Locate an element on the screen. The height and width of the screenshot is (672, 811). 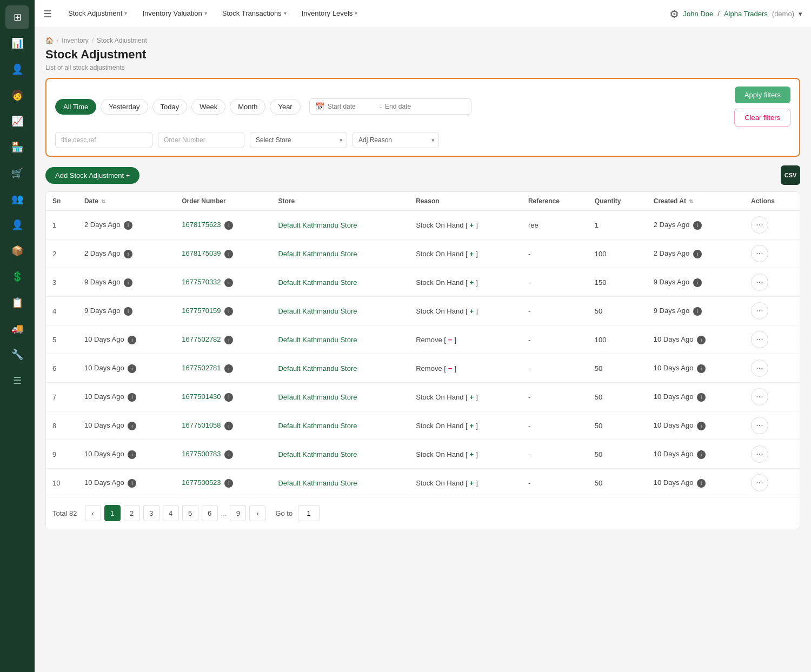
date-end-input is located at coordinates (409, 107).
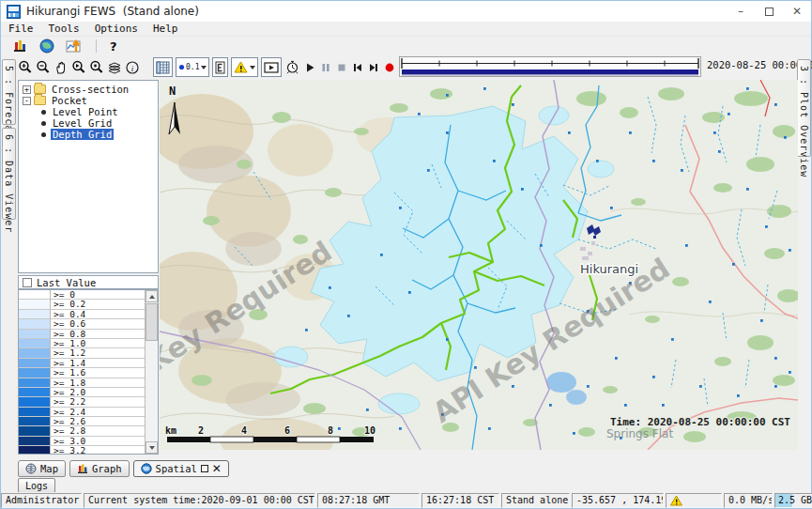 Image resolution: width=812 pixels, height=509 pixels. What do you see at coordinates (181, 469) in the screenshot?
I see `tab-spatial: Spatial ✕` at bounding box center [181, 469].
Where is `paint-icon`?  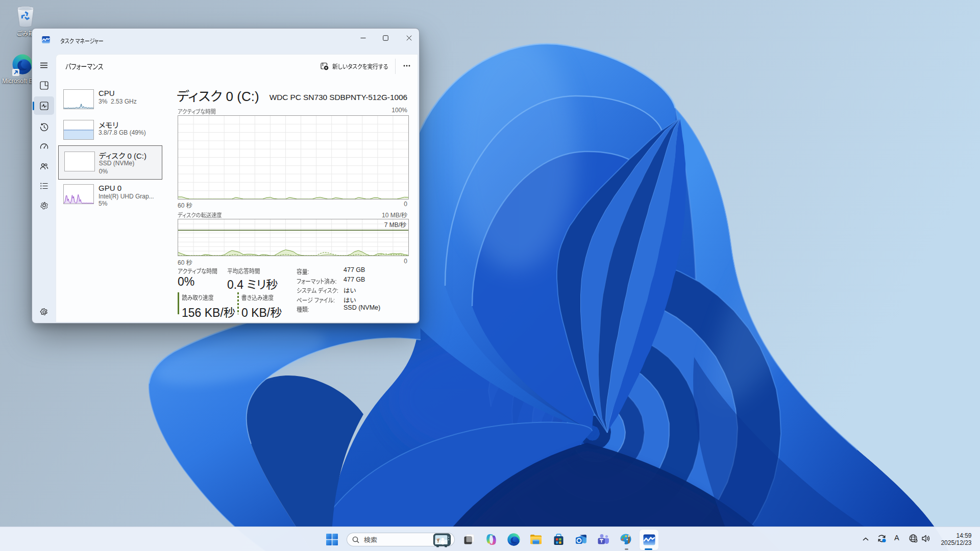
paint-icon is located at coordinates (626, 539).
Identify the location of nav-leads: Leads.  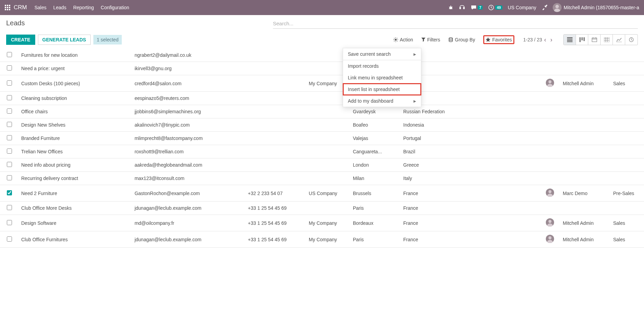
(60, 8).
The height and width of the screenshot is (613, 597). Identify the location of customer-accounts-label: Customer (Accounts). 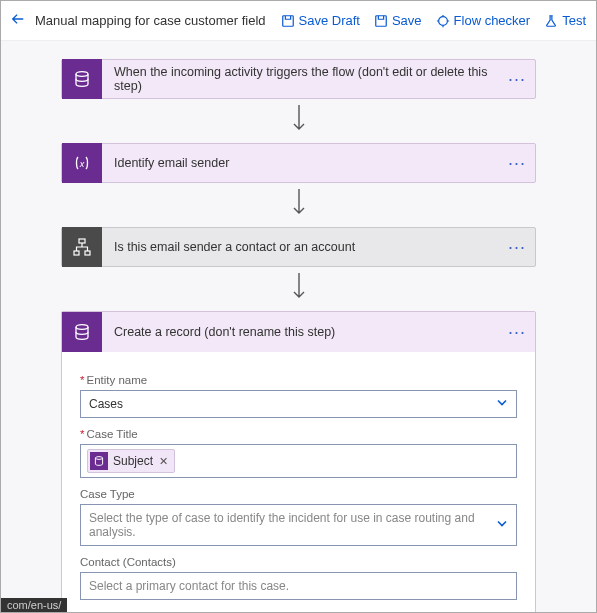
(298, 611).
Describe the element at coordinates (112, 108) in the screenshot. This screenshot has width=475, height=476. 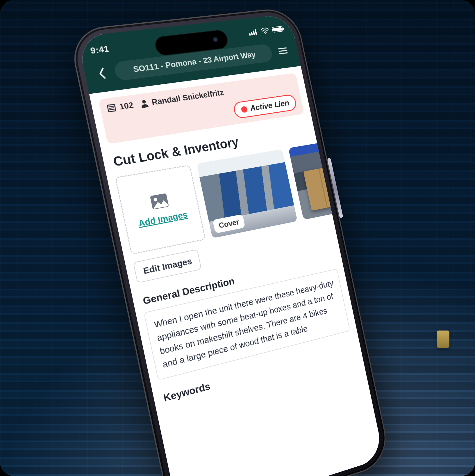
I see `storage-unit-icon` at that location.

*Your instructions*.
Word-for-word transcription: the whole listing, with images excluded.

*Result of the task*.
Locate an element on the screen. The height and width of the screenshot is (672, 811). 
date-end-input is located at coordinates (409, 107).
 Image resolution: width=812 pixels, height=509 pixels. What do you see at coordinates (181, 469) in the screenshot?
I see `tab-spatial: Spatial ✕` at bounding box center [181, 469].
Where is `paint-icon`?  
paint-icon is located at coordinates (626, 539).
Identify the location of nav-leads: Leads.  
(60, 8).
The height and width of the screenshot is (613, 597). Identify the location of customer-accounts-label: Customer (Accounts). 
(298, 611).
Describe the element at coordinates (112, 108) in the screenshot. This screenshot has width=475, height=476. 
I see `storage-unit-icon` at that location.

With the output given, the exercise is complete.